4 minute read

Introduction Sarah Johnson and Fanny Wonu Veys

Introduction

Sarah Johnson and Fanny Wonu Veys

This publication is part of a larger focus by the Dutch National Museum of World Cultures (NMVW) – an umbrella organisation comprising of the Tropenmuseum (Amsterdam), the Museum Volkenkunde (Leiden) and the Afrika Museum (Berg en Dal) – and the Wereldmuseum (Rotterdam) on the provenance of its collections. In March 2019, the museum took an important step to embed provenance into its practice and policy with the publication of Return of Cultural Objects: Principles and Process, which identifies the principles on the basis of which the museum will assess claims for the return of objects of which it is the custodian. As part of this proactive policy, the museum works with countries and communities of origin to assess places for the justifiable return of objects to the original owners. In the summer of 2019, two researchers were hired for the fulltime investigation of the museum collections’ provenance.

The purpose of this publication is also proactive – it aims to assess how the museum can better highlight provenance both in the display of existing collections and in the collecting of new objects.

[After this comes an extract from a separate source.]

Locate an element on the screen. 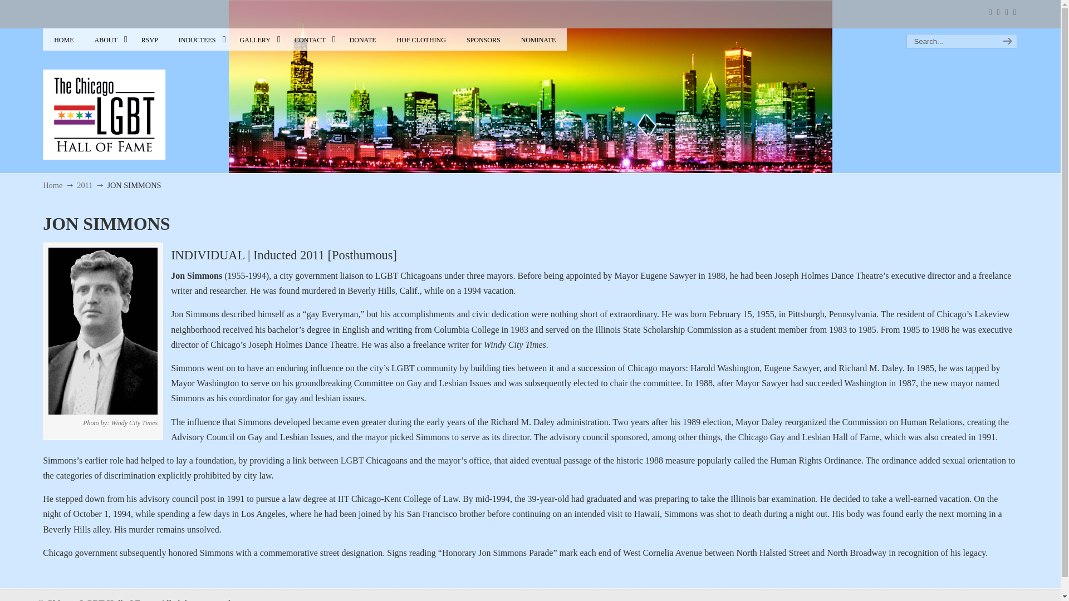 The width and height of the screenshot is (1069, 601). NOMINATE is located at coordinates (538, 40).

This inaugural edition is roughly divided in

two parts. The first section focuses on framing existing collections. It investigates previously unexplored provenance of well-known objects and brings to light objects whose provenance left them underrepresented in exhibitions and ethnographic research. The second section looks at the way new acquisitions can expose the provenance of the museum’s history and existing collections. The first article, by Rosalie Hans, one of the museum’s two provenance researchers, presents new research on the early collecting practices of Dutch missionaries for the Afrika Museum. Hans illustrates the importance of investigating the biographies and histories of the missionaries who collected objects in Africa in order to better understand the objects’ provenance. Her article brings to light novel information on the source and formation of the Afrika Museum collections.

In his article, Karwin Cheung, Assistant Curator East and Central Asia at National Museums Scotland, traces the provenance of four Buddha heads from the Tianlongshan cave temples in China. He argues that their removal from their original context by Japanese and European traders shifted their position from Buddhist objects and inserted them into the history of trade and imperialism in twentiethcentury East Asia. The Tianlongshan Buddhas have received great international scholarly attention from art historians. As Cheung illustrates, unlike in art museums where the heads are displayed and celebrated as masterpieces of art history, they have historically not found a place in ethnographic contexts like NMVW where the four heads remain in storage.

François Janse van Rensburg, Junior Curator Southern Africa, similarly questions why an object has remained perpetually in NMVW’s storage. In his article, Janse van Rensburg uncovers the provenance of an ox-wagon, likely made by a British prisoner of war in South Africa, and argues that its link to white Afrikaans culture and Dutch nationalism led to its perceived unsuitability for an ethnographic context. As a result of its ability to tell the story about the relationship between Europeans and non-Europeans in South Africa, the ox-wagon is now a top piece of the South Africa collections.

Alternatively, Erna Lilje, Junior Curator western New Guinea, considers a large feather headdress that has had a prominent record of display from London to Paris to Leiden. The object was attributed to Yule Island in museum records. As Lilje argues in her article, the source attribution for the headdress was arrived at because Yule Island was the missionary headquarters that transferred the headdress to Europe. Because of its hazy provenance history, the headdress’ existence has not been made available to source communities.

Lilje’s article provides a model for how more thorough provenance research into the origins of objects can lead to more visibility of museum objects for source communities. In the first article of the second section, Davey Verhoeven, a Research Associate at the museum focusing on Japan, shows the political entanglements in the depiction of Nagasaki Bay on a nineteenth-century Japanese folding screen, acquired by the NMVW in 2019. The screen, made around 1836, provides a unique view on the bay of Nagasaki, including the Dutch trading post of Deshima and a Chinese compound. While the screen’s painter has been called ‘the photographer without a camera,’ Verhoeven’s article reveals the painter’s self-censorship in many details of the screen and therefore the danger in using such objects as archival documents of provenance.

Daan van Dartel, Curator Popular Culture and Fashion, discusses her decision to commission a project on trade and colonialism by Susan Stockwell (1962) with the artist herself. Van Dartel gives Stockwell the space to unravel the links between the museum’s provenance and colonialism in her own words. Stockwell’s dress combines the language of fashion in the form of a dress with maps of colonial territories, linking the territorial claiming of the female body and the colonial landscape. The project marks a broader initiative by NMVW to commission work by contemporary artists that engages with the provenance of the museum’s colonial past.

All translations are by the authors unless otherwise noted.